Open matthewturk opened 6 years ago
@ngoldbaum @MatthewTurk here (for example) is a slice through one of our Gadget-based datasets where the smoothing length is present in the data:
https://gist.github.com/18f7919bf6e9a5177e24981230c91b08
Is there a way we can improve this or is this just a fundamental limitation given the method and the particle resolution?
It seems likely to me that this could be done using a modified version of the kdtree that currently pixelizes for SPH in demeshening
The KDTree isn't used at all for pixelizing slices right now. See:
And:
https://github.com/yt-project/yt/blob/yt-4.0/yt/utilities/lib/pixelization_routines.pyx#L1048
The KDTree is only used right now to generate smoothing lengths for data that doesn't have them available on-disk.
improve this
What's wrong with the current visualization? They look fine to me under the assumption that we're dealing with SPH data.
In principle we could produce nicer visualizations using "gather" smoothing instead of "scatter" smoothing like we use right now. Ashley Kelley is planning on implementing "gather" smoothing this summer.

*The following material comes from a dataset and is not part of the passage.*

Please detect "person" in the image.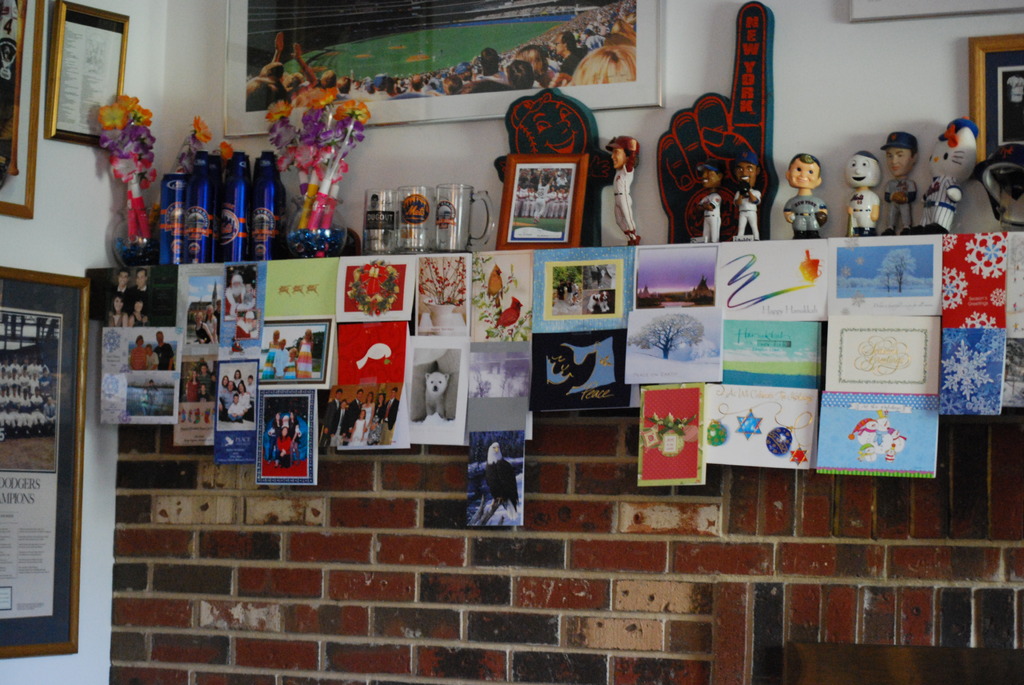
184,365,200,402.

As Nathan said, I'm currently adding "gather" smoothing which you can see here #1828. If you want me to work on something like this then let me know. It will likely re-use some of the new code I'm writing.
This issue is a holding area for discussion (instead of in #1807 ) about making a nearest-neighbor interpolator for data that would benefit from it -- for instance, this may be applicable to Arepo or other voronoi tesselation data.
It seems likely to me that this could be done using a modified version of the kdtree that currently pixelizes for SPH in demeshening; we would simply want to only use the very nearest particle. There may be more efficient ways to do this, but this would suitably work as a stopgap.
(For an even simpler algorithm -- if we had an upper bound for the distance between particles, we could potentially implement a deposition that tracks distance and iterated on the outer side over particles and deposited them as long as their distance to a pixel was lower than the distance being tracked. Probably not the best idea, though.)